On a conference call Tuesday, I asked Love if his decision would have been different had the Cardinal beaten USC in the 2017 Pac-12 championship game (they lost 31-28), or if he had won the Heisman.

“I mean, that’s a tough question,” he said. “Obviously, would have been different talks and all of that. But I was pretty confident in what I wanted to do, as a unit. Sadly, we weren’t able to win the Pac-12, weren’t able to win the bowl game (against TCU). But at the end of the day, it was a tough decision. And I’m happy with the decision.”

Love also has some things to work on. He led all Power 5 conference running backs in rushing yards (2,1128), yards per carry (8.1) and 100-yard games (12) in 2017, despite a compromised ankle that kept him at less than 100 percent for most of the season. But he wasn’t much of a factor in the Stanford passing game. That’s a team and individual goal in 2018.
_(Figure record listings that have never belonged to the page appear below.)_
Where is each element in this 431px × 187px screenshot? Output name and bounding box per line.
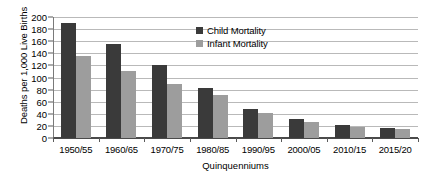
bar-infant-mortality-1950-55[interactable]	[76, 56, 91, 138]
chart-legend: Child MortalityInfant Mortality	[196, 25, 268, 49]
bar-infant-mortality-1960-65[interactable]	[121, 71, 136, 138]
x-axis-tick-label: 1980/85	[190, 144, 236, 155]
x-axis-labels: 1950/551960/651970/751980/851990/952000/…	[53, 144, 418, 155]
x-axis-tickmark	[99, 138, 100, 142]
x-axis-tick-label: 2015/20	[372, 144, 418, 155]
y-axis-tick-label: 160	[31, 36, 47, 47]
x-axis-tick-label: 1990/95	[236, 144, 282, 155]
bar-infant-mortality-2015-20[interactable]	[395, 129, 410, 138]
bar-child-mortality-1990-95[interactable]	[243, 109, 258, 138]
y-axis-tick-label: 40	[36, 108, 47, 119]
x-axis-tickmark	[327, 138, 328, 142]
y-axis-tick-label: 120	[31, 60, 47, 71]
y-axis-ticks: 200180160140120100806040200	[0, 17, 53, 138]
y-axis-tick-label: 140	[31, 48, 47, 59]
bar-group	[281, 17, 327, 138]
x-axis-tick-label: 2010/15	[327, 144, 373, 155]
bar-group	[99, 17, 145, 138]
y-axis-tick-label: 100	[31, 72, 47, 83]
bar-group	[327, 17, 373, 138]
legend-label: Child Mortality	[207, 25, 266, 36]
x-axis-tickmark	[236, 138, 237, 142]
x-axis-tickmarks	[53, 138, 418, 143]
bar-infant-mortality-2000-05[interactable]	[304, 122, 319, 138]
y-axis-tick-label: 60	[36, 96, 47, 107]
y-axis-tick-label: 200	[31, 12, 47, 23]
x-axis-tick-label: 1970/75	[144, 144, 190, 155]
bar-infant-mortality-1970-75[interactable]	[167, 84, 182, 138]
bar-chart: Deaths per 1,000 Live Births 20018016014…	[0, 0, 431, 187]
legend-swatch-icon	[196, 27, 203, 34]
x-axis-tickmark	[190, 138, 191, 142]
legend-item[interactable]: Infant Mortality	[196, 38, 268, 49]
bar-infant-mortality-1990-95[interactable]	[258, 113, 273, 138]
bar-child-mortality-2010-15[interactable]	[335, 125, 350, 138]
bar-child-mortality-2000-05[interactable]	[289, 119, 304, 138]
x-axis-tickmark	[281, 138, 282, 142]
x-axis-tickmark	[53, 138, 54, 142]
legend-swatch-icon	[196, 40, 203, 47]
x-axis-tickmark	[372, 138, 373, 142]
bar-child-mortality-1970-75[interactable]	[152, 65, 167, 138]
bar-infant-mortality-2010-15[interactable]	[350, 127, 365, 138]
y-axis-tick-label: 180	[31, 24, 47, 35]
x-axis-tick-label: 2000/05	[281, 144, 327, 155]
y-axis-tick-label: 20	[36, 120, 47, 131]
x-axis-title: Quinquenniums	[53, 160, 418, 171]
bar-group	[144, 17, 190, 138]
bar-group	[372, 17, 418, 138]
bar-child-mortality-2015-20[interactable]	[380, 128, 395, 138]
y-axis-tick-label: 0	[42, 133, 47, 144]
bar-child-mortality-1960-65[interactable]	[106, 44, 121, 138]
bar-infant-mortality-1980-85[interactable]	[213, 95, 228, 138]
x-axis-tick-label: 1960/65	[99, 144, 145, 155]
x-axis-tickmark	[418, 138, 419, 142]
bar-child-mortality-1950-55[interactable]	[61, 23, 76, 138]
y-axis-tick-label: 80	[36, 84, 47, 95]
bar-child-mortality-1980-85[interactable]	[198, 88, 213, 138]
legend-item[interactable]: Child Mortality	[196, 25, 268, 36]
x-axis-tick-label: 1950/55	[53, 144, 99, 155]
legend-label: Infant Mortality	[207, 38, 268, 49]
bar-group	[53, 17, 99, 138]
x-axis-tickmark	[144, 138, 145, 142]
More fundamentally, Love has options than lie far beyond most football players. He plans to graduate with a degree in human biology in December, and is intent on becoming a pediatrician. “Something else I’ve dreamed of ever since my doctor cured me of pneumonia when I was little,” Love wrote in the SI piece.

Though every player has the potential to find a satisfying second career after football, the reality is that most will never have earning power that comes close to what they make in the NFL. Maximizing their years in the league isn’t just sensible, it’s imperative.

Love is a different case, though. It’s clear from the medical track he has undertaken at Stanford that he could skip the NFL entirely and enter a life that is not only personally rewarding, but financially lucrative.

So Love had really good reasons to spend another autumn on The Farm. Anyway, it’s his life. He’s done pretty well with it so far, and I wouldn’t presume to lecture him.

But it’s fair to worry about the kid.

No one knows exactly where Love would have gone in the NFL draft. He stated in SI that he was “projected to be a top-30 pick.” That was the high end of what I saw. Despite his explosive speed and impressive production, some scouts had Love pegged as a second- or third-round selection, mostly because of his size. He was about 5-foot-10, 196 pounds. He may be a little heavier now.

Let’s say Love would have gone in the middle of the second round. That would have slotted him at right around $3 million in signing bonus and rookie salary. That’s a lot of cash, even for a future doctor. It was a gamble to walk away from that - especially when you consider that the average career of an NFL running back is 2.57 years, according to data from the NFL Players Association.

Love carried the ball 263 times as a junior. He might hit 300 as a senior. Heavy wear and tear on a maybe-200-pounder.

Bryce Love is uniquely positioned to accomplish two things that most of us can only dream about: Playing football at the highest level, and helping to save lives (or at least improve them) as a physician. He framed his decision to return to Stanford as a quest to do both. I want him to do both. I hope he’s great at both.

But coming back for his senior season doesn’t further that cause, it puts the cause at risk (risk that is only partially offset by the insurance policy Love has taken out). Even if Love gets his degree in December, he’ll need years of medical school before he can practice pediatrics. So why not delay those last two or three classes until his NFL career is done?

In the end, who benefits most from Love’s return? His teammates. Stanford University. The Pac-12 Conference and the NCAA. And football fans like us.

I don’t really get it, but thank you, Bryce. Be safe out there.

You can reach columnist Phil Barber at (707) 521-5263 or phil.barber@pressdemocrat.com. Follow him on Twitter: @Skinny_Post.

UPDATED: Please read and follow our commenting policy:
  • This is a family newspaper, please use a kind and respectful tone.
  • No profanity, hate speech or personal attacks. No off-topic remarks.
  • No disinformation about current events.
  • We will remove any comments — or commenters — that do not follow this commenting policy.